Macaroni and cheese is one of the best foods ever – hands down. If anyone disagrees with this, you need to check to make sure you’ve got a pulse and you’re breathing because unless you’re allergic, you either a) are nuts, or b) haven’t had the best macaroni and cheese ever. Get a piece of paper and a pen (or hit the “print” icon) and save this recipe because you will win the hearts of your family and will be asked to make it again and again.
WARNING: This recipe is not diet-friendly.
Ingredients:
8 oz elbow macaroni pasta
8 tablespoons unsalted stick butter
8 oz evaporated milk (found in the baking section)
8 oz Velveeta cheese, cubed
Salt
Pepper
(As you can see, the ratio in this recipe is 1 to 1 to 1 to 1. Allow 2 oz of pasta per person and go from there. This recipe serves 4 (4 x 2 = 8). Don’t guess with the pasta – use a scale to make it perfectly!)
1) Fill a big pot (don’t use those mini-pots) ¾ way up with water and bring to a boil. Boiling is when there are bubbles happily floating to the top. Reluctant bubbles aren’t good enough.
2) When the water is boiling, add roughly 2 teaspoons of salt and your noodles to the pot. Turn down the heat one notch and cook the pasta until it’s al dente (cooking term for almost done… when you test a noodle, it should be firm and have just a slight undoneness to it… if the noodles are mush, they’re overcooked. You can still use them, but make a mental note not to get caught up folding laundry next time.)
3) Drain the noodles thoroughly in a colander (the big bowl with all the holes). No need to rinse the noodles. When all the water is gone, put them back in the pot.
4) For now, don’t put your pot back on the burner you were using. Put it on a cool burner or on the counter or on some surface that’s cool and won’t get burned.
5) Add your butter to the pasta – yes, all of it. In this recipe, it’s an entire stick. Don’t pull a diet move and skimp on the butter. This is macaroni and cheese and I warned that it wasn’t diet-friendly. If you’re on a diet, you shouldn’t be making this anyway.
6) Stir your pasta and butter together until the butter starts to melt. Now you can put it back on the burner and turn the heat down to the second to lowest setting. Waiting a minute or two before putting the pot on a hot burner allows the butter to melt and protects your pasta from being scorched on the bottom of the pan. Do you want to be stuck cleaning up that mess later?
7) Add your evaporated milk and Velveeta cubes. Stir every couple minutes or so until the cheese is completed melted. Avoid over-stirring to protect the shape of the noodles (again, a lesson learned if they turn to mush).
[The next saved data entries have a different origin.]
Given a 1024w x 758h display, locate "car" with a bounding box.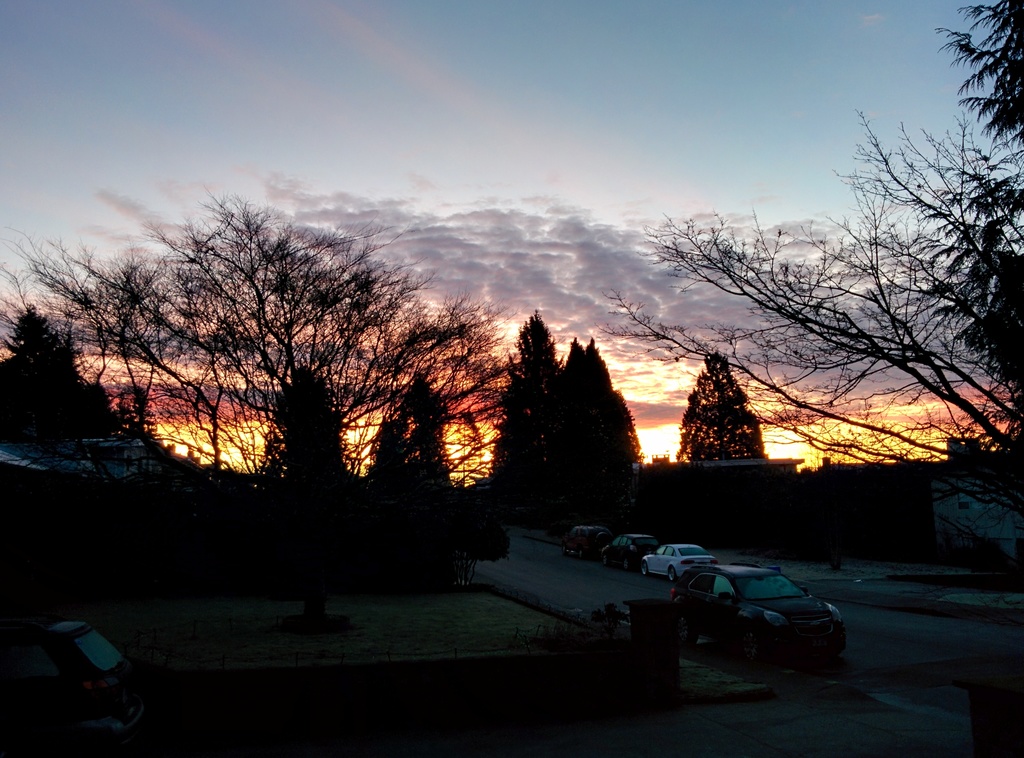
Located: 641,544,719,583.
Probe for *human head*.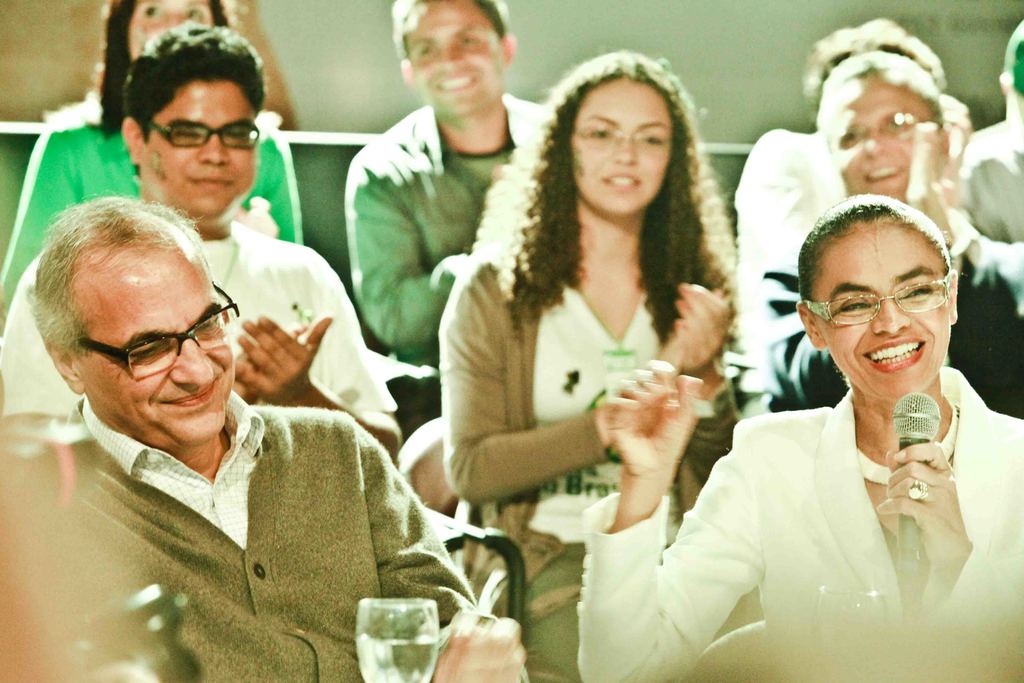
Probe result: 105/0/241/77.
8) Salt and pepper to taste. There’s something about Velveeta that requires salt to cut the taste so be sure to add a little at a time and then taste a few noodles. Don’t be afraid to add more if you think it needs it.
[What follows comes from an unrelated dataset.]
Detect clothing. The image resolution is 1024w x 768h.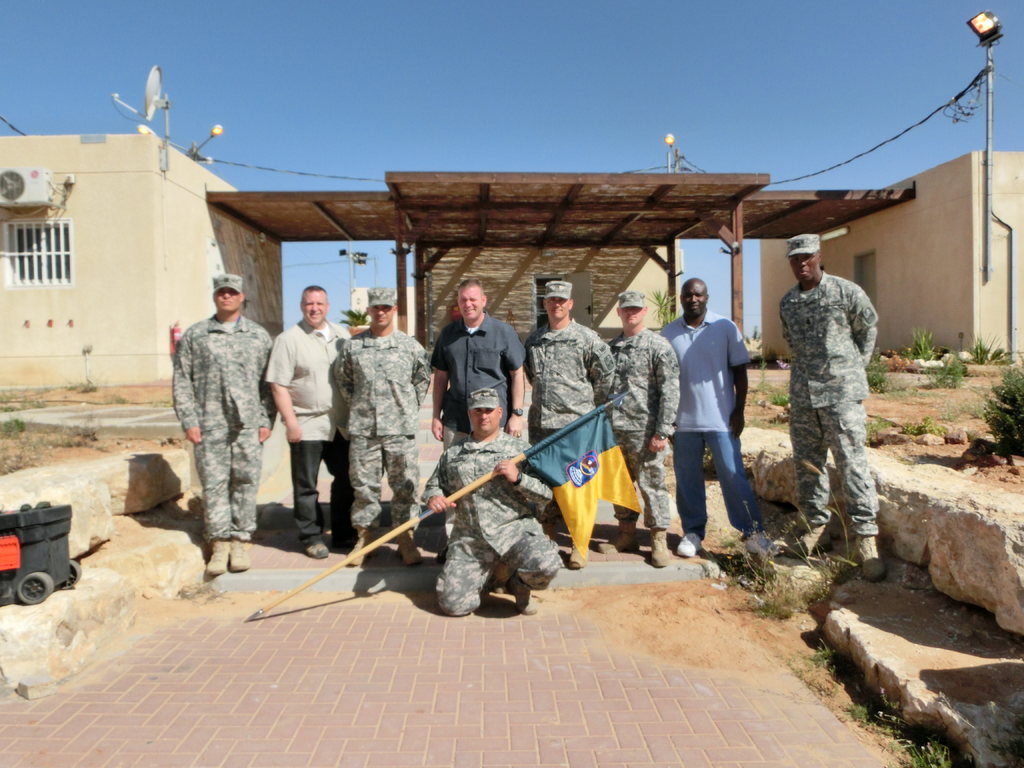
170,307,283,554.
9) Serve immediately. This is NOT something you want to make entirely ahead of time and then bring over for a pot luck. If you want to do this ahead of time, make the noodles and then do the rest at the place you’ll eat.
TA – DA !
To answer any questions from those who need the idiot’s guide to cooking (*cough* Kim *cough*):
- no, tub butter is not the same as stick butter
- the milk you drink cannot be substituted for evaporated milk
- NO cheese cannot be substituted for Velveeta – EVER
- yes, you CAN use 2% Velveeta or 2% evaporated milk to help with the nutritional stats (if you dare compute them!)
Note: Every recipe I provide is my recipe in that I cook it. I find my recipes online, cookbooks… just about anywhere so yes I copy, yes I steal and yes I enjoy every bite! :)






My uncle makes mac n cheese from scratch for parties and my kids don’t like it because it doesn’t taste like what comes out of the box…
I might try this -I am not a big mac n cheese fan unless it is really good!
That sounds delish! And like something I would carry around for years on my hips…oh, to be young and thin again!